The Fayette Citizen-Weekend Page
Wednesday, August 30, 2000
Effective recycling

By SALLIE SATTERTHWAITE
sallies@juno.com

There’s a certain irony in the kudos recently heaped on Peachtree City for recycling.

The city “was one of four Georgia cities ranked at the top of Georgia municipalities for its efforts to reduce solid waste entering landfills,” said The Citizen article. I’m delighted, of course, to see any diversion of materials from landfills, but we could be doing so much, much more.

Several times in just the past year, newcomers who perceive me as knowledgeable about the community have asked where they can take certain items to be recycled. Well, says I, newspapers and magazines are the easiest, since many of the schools, as well as the Public Works site on McIntosh Trail, have dumpsters out 24/7 for paper.

Cans and bottles: Neely fire station and the Rockaway Road recycling station take aluminum, but not metal bottles, nor plastic. Those you have to carry to the county transfer station in Fayetteville.

White paper: Forget about it in Fayette County. The only places I know that take office paper on the south side are Newnan Salvage and the receptacles at the Wal-Mart in Union City.

Cardboard: Corrugated only at the county and the Rockaway Road sites, but the cereal-box grade? Nowhere that I know of. And tree and shrub cuttings are so limited it may be easier to cut branches into little bites and send them down the garbage disposal. (I didn’t say that!)

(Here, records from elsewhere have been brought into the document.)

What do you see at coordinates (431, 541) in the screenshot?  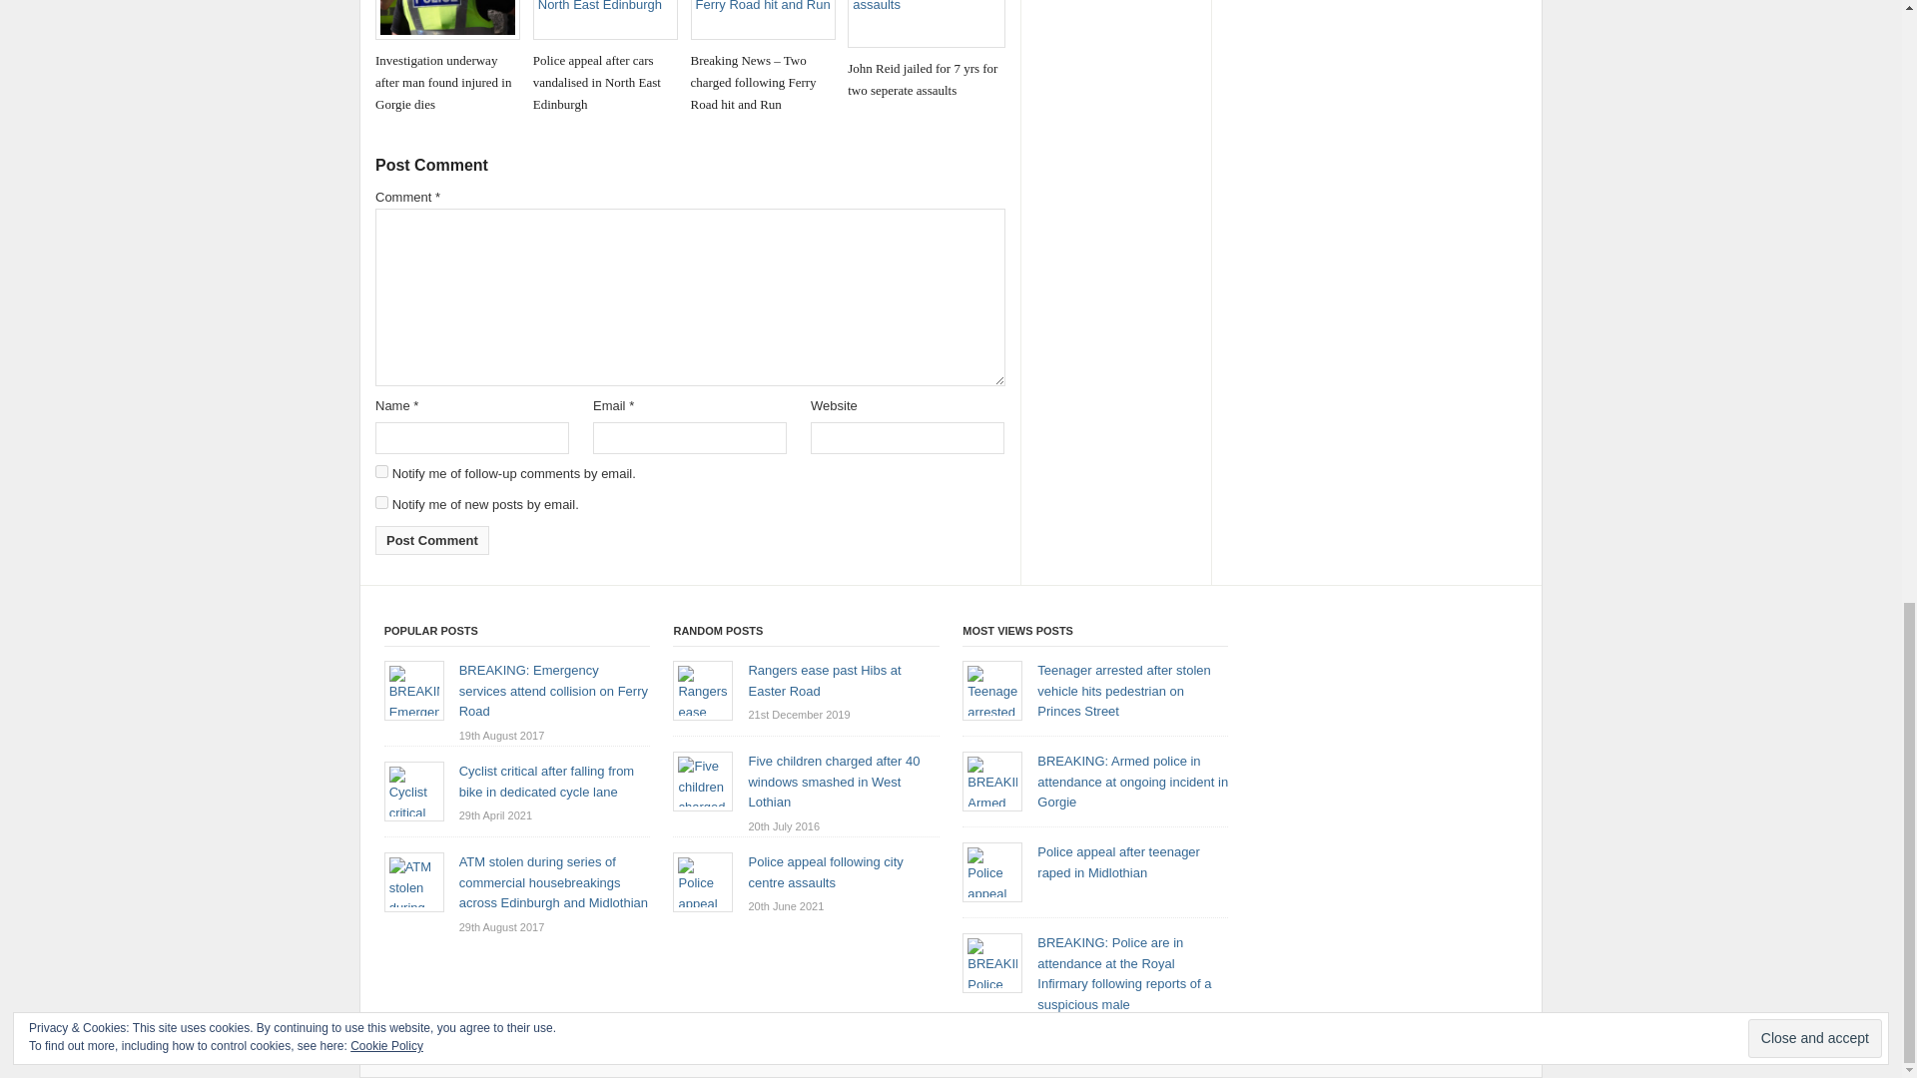 I see `Post Comment` at bounding box center [431, 541].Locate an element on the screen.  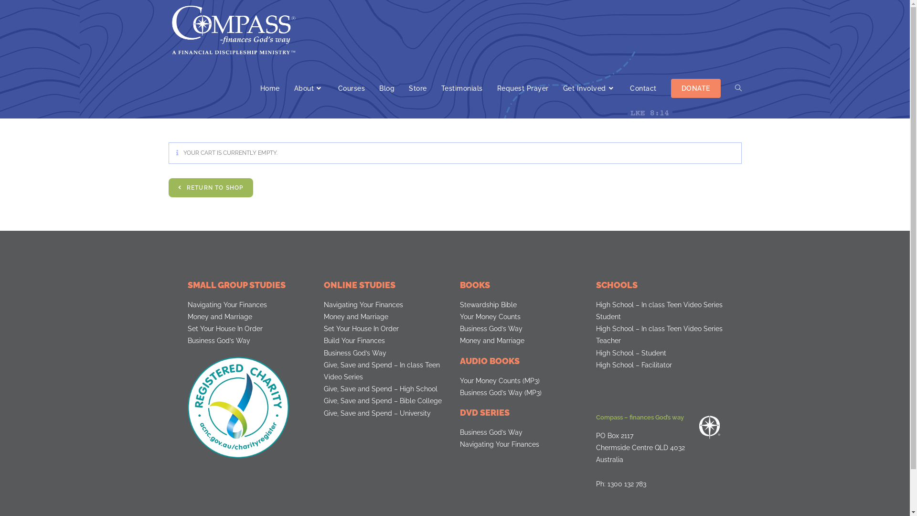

“What?” they ask in dismay. “There’s no one place to take everything?” ’Fraid not. “Are you too cheap to pay your trash hauler to take recyclables?” snipes an acquaintance, overhearing my negative response. Yes, I reply, and for two good reasons.

First, by working at recycling even though it’s inconvenient, Dave and I have decreased the flow of landfill-bound trash from our house to one barrel a month, and that not always full. There’s no option for reduced rates for fewer pickups, hence, no incentive to recycle.

Of more concern, however, are credible reports from residents that companies are collecting fees purportedly to pick up recyclables, but route them to landfills anyhow. A Coweta waste hauler challenged by a customer said bluntly that he wasn’t making enough money off recyclables to make it worth his while, hence he was dumping them. A neighbor of ours got the same answer from her hauler when she asked why her carefully sorted recycle boxes were being poured into the back of the trash truck.

Sanitary workers have on several occasions called reporters with similar stories, but declined to identify themselves, so their allegations cannot be confirmed. It’s all about money. I’m not a student of economics, but even I understand that. It costs money to recycle and it still costs money to use recycled materials.

A report earlier this year trumpeted that recycling has failed because it’s just not cost-effective. Lots of things appear not be cost-effective, but in the long run, NOT recycling will cost far more in terms of energy, depletion of resources, degraded water and air quality, and landfill management than recycling possibly could.

None of this is new. We all know it depends on closing the loop and developing a market for products made of recycled materials. Government is doing a fair job mandating a percentage of government-issued paper products to be made of reclaimed materials. Now comes news of a revenue surplus on both county and federal levels, and discussions of how to use it creatively. Why not give tax breaks, substantial ones, for the reuse of recycled products, for truly fuel-efficient vehicles, for transportation innovations?

Make good environmental stewardship cost-effective at the day-in, day-out grass-roots level, and watch participation escalate. Or try Germany’s solution: Require merchants to accept recyclables in their stores. The amount of packaging materials declined steeply when buyers in stores with overflowing recycle bins demanded that manufacturers quit over-packaging products or they’d take their business elsewhere.

There are bins on every street corner as well, and citizens routinely toss bottles and cans and papers into them on their way to the subway every morning.

Permit me to float another idea (pun intended): Recycle water. Many communities are already studying the use of treated waste water for irrigation, but why not use residential gray water on lawns and gardens? All it would take is construction of a holding tank for the water that comes from showers, laundry, the backwash of filters, even swimming pool water, then pumping it out to irrigate landscaping.

I checked with Rick Fehr, Fayette County’s environmental health officer, and it sounds like the only thing preventing this from happening is essentially a matter of semantics. State laws prohibit the discharge of untreated sewage, and sewage is defined in such a way as to include both gray water and black water (water containing human waste).

The issue comes up every time there’s a drought, Rick says. I guess when the Georgia General Assembly meets in January, the winter rains have washed away our concern for summer water shortages.

I urge our representatives to push for studies to define exactly what components of gray water might be unhealthy — discharge from garbage disposals, perhaps? — and craft legislation that would permit the discharge of safe gray water onto lawns and gardens. (Contrary to the belief of many, incidentally, detergent and soap in water will not harm plants but may actually benefit them.)

This kind of recycling is a win-win no-brainer. It would take pressure off our sewer systems and reduce the demand for drinking water, conserving precious resources and using water that would otherwise be discarded. By making recycling practical and universal, Peachtree City and all of Georgia would have reason to brag.